To successfully integrate the NHS organisations need to “take the workforce with us”, the chief medical officer of NHS Digital has said.

Speaking at day two of Digital Health’s Autumn Leadership Summit, Professor Jonathan Benger stressed the importance of changing culture around technology and understanding the workforce’s need.

“If we want to integrate we need to make sure we take the workforce with us,” he said.

“The reality is clinicians listen to clinicians… so if you want to sell an idea to a clinician you need to take a clinician with you.

“So that means we need clinical informaticians through the entire organisation.”

Benger reminded the audience technology needs to address a need for it to be widely adopted.

“The system is not transformed by digital technologies… that error is a pervasive error that goes throughout our entire systems,” he said.

“If we want technologies to stick and to enact digital transformation then we need to make sure they are fulfilling a real need.

“And we need to make sure clinicians are embedded in that process to represent the views of clinicians and the views of clinical patients.”

Benger wrapped up his keynote address saying it was “absolutely critical” that clinicians can spend more time with patients to provide quality healthcare.

“We have to make digital technology to work in a way that allows people to spend more time with people,” he added.

“Healthcare is a fundamental human-to-human interaction.”

Reducing digital pathways

Benger was joined by Dr Simon Eccles, CCIO at NHSX, who spoke of the need to reduce the number of digital pathways patients use to access the NHS to ensure safety.

He gave the NHS App as an example of successful digital pathways, which he said is largely down to the introduction of Covid-19 passports. There are now more than 26 million NHS login accounts being used, up from four million at the beginning of 2021.

“We can significantly protect the safety of patients if we reduce the number of [digital] ways access to NHS services,” he said.

To address safety around the use of technology NHSX recently launched its Digital Clinical Safety Strategy, which Eccles said is about a whole system approach.

The strategy aims to help the NHS provide a safer service when using digital technology, including through training and better use of data.

“It stops being about the safety of the digital system itself and moves into the safety of the collective system in use,” he said.

Eccles added that having digital care “completely coordinated end-to-end is important”.

The keynotes echoed messages from the first day of the conference, when Tom Loosemore from Public Digital said that when it comes to transformational change – the focus should be on culture rather than the technology.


▶ _What the task requires_: Go through the entries and copy every line that has the string "series" in it.

══ Supplied material ══

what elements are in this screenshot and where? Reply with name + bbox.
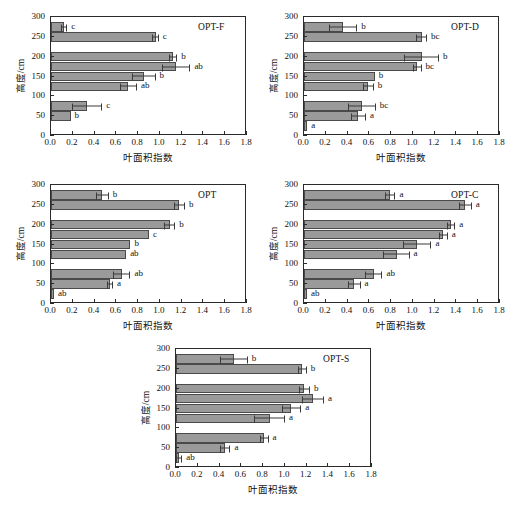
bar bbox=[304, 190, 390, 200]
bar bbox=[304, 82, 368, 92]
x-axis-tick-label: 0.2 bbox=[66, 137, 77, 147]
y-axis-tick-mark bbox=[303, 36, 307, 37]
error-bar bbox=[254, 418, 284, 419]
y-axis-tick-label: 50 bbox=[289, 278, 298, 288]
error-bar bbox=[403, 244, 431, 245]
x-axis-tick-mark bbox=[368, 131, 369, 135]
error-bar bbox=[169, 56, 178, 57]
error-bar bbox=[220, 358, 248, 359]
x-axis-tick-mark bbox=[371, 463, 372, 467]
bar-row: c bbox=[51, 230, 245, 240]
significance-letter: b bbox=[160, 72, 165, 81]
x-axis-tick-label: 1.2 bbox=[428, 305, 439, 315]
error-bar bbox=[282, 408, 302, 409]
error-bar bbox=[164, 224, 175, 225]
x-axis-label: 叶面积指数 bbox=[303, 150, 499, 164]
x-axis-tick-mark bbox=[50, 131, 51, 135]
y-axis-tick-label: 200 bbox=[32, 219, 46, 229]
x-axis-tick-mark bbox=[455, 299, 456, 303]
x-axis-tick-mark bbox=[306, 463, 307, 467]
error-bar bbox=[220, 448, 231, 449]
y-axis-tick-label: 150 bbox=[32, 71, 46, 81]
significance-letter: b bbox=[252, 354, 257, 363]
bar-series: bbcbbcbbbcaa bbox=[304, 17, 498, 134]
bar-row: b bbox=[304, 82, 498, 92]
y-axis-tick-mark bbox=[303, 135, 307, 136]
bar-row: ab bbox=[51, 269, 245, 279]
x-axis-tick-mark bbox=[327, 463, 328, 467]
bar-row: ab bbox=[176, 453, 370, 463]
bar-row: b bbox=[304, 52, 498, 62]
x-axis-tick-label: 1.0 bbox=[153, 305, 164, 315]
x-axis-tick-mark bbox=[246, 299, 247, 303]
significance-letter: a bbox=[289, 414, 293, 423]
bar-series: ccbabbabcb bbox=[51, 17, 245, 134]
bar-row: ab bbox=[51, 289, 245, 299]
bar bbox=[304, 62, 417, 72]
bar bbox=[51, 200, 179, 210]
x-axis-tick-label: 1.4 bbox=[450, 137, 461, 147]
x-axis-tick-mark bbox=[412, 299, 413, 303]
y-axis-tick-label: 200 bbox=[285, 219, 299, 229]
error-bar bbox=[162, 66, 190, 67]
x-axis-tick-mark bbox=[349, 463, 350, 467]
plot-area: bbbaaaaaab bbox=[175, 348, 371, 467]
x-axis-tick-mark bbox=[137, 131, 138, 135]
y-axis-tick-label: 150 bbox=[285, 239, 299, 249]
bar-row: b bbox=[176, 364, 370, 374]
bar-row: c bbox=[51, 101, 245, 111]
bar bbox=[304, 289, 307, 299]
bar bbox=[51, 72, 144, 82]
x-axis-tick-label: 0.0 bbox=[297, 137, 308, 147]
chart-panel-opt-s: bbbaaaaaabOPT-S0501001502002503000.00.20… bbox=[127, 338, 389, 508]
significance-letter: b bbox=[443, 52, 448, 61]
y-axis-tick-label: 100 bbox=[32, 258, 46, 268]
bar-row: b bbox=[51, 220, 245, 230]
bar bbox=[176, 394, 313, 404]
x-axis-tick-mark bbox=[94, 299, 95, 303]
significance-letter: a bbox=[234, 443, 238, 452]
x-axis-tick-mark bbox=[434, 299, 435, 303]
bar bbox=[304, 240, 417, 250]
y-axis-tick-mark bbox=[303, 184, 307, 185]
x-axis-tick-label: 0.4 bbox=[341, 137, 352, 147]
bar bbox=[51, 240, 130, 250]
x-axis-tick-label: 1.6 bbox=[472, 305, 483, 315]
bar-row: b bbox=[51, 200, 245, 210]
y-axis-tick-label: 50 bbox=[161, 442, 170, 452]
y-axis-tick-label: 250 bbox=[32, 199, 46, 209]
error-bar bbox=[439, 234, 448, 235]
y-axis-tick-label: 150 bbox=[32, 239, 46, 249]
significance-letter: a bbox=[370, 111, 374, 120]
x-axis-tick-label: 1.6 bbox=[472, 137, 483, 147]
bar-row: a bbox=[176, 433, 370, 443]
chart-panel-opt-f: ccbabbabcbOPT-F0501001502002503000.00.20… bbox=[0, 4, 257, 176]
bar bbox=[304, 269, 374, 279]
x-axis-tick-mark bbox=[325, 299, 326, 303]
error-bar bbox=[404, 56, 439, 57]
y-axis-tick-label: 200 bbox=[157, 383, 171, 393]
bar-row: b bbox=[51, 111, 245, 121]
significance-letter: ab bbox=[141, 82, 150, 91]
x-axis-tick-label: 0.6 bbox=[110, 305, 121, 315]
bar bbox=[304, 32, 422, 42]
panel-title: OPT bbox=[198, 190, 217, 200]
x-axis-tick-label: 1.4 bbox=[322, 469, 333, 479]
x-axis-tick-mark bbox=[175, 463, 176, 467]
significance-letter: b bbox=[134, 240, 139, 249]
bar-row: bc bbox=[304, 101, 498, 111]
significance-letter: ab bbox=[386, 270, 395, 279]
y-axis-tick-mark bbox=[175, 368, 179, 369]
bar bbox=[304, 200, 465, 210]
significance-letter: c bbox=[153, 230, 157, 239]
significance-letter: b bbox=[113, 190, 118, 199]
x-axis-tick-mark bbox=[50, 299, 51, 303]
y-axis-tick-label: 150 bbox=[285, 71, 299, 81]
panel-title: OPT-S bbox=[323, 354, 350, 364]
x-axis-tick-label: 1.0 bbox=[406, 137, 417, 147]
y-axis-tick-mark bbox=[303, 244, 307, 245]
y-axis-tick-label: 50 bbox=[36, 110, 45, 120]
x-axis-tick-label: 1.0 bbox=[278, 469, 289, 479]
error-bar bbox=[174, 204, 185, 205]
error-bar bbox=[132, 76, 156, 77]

═══

▶ _Solution_:
bar-series: bbcbbcbbbcaa bbox=[304, 17, 498, 134]
bar-series: ccbabbabcb bbox=[51, 17, 245, 134]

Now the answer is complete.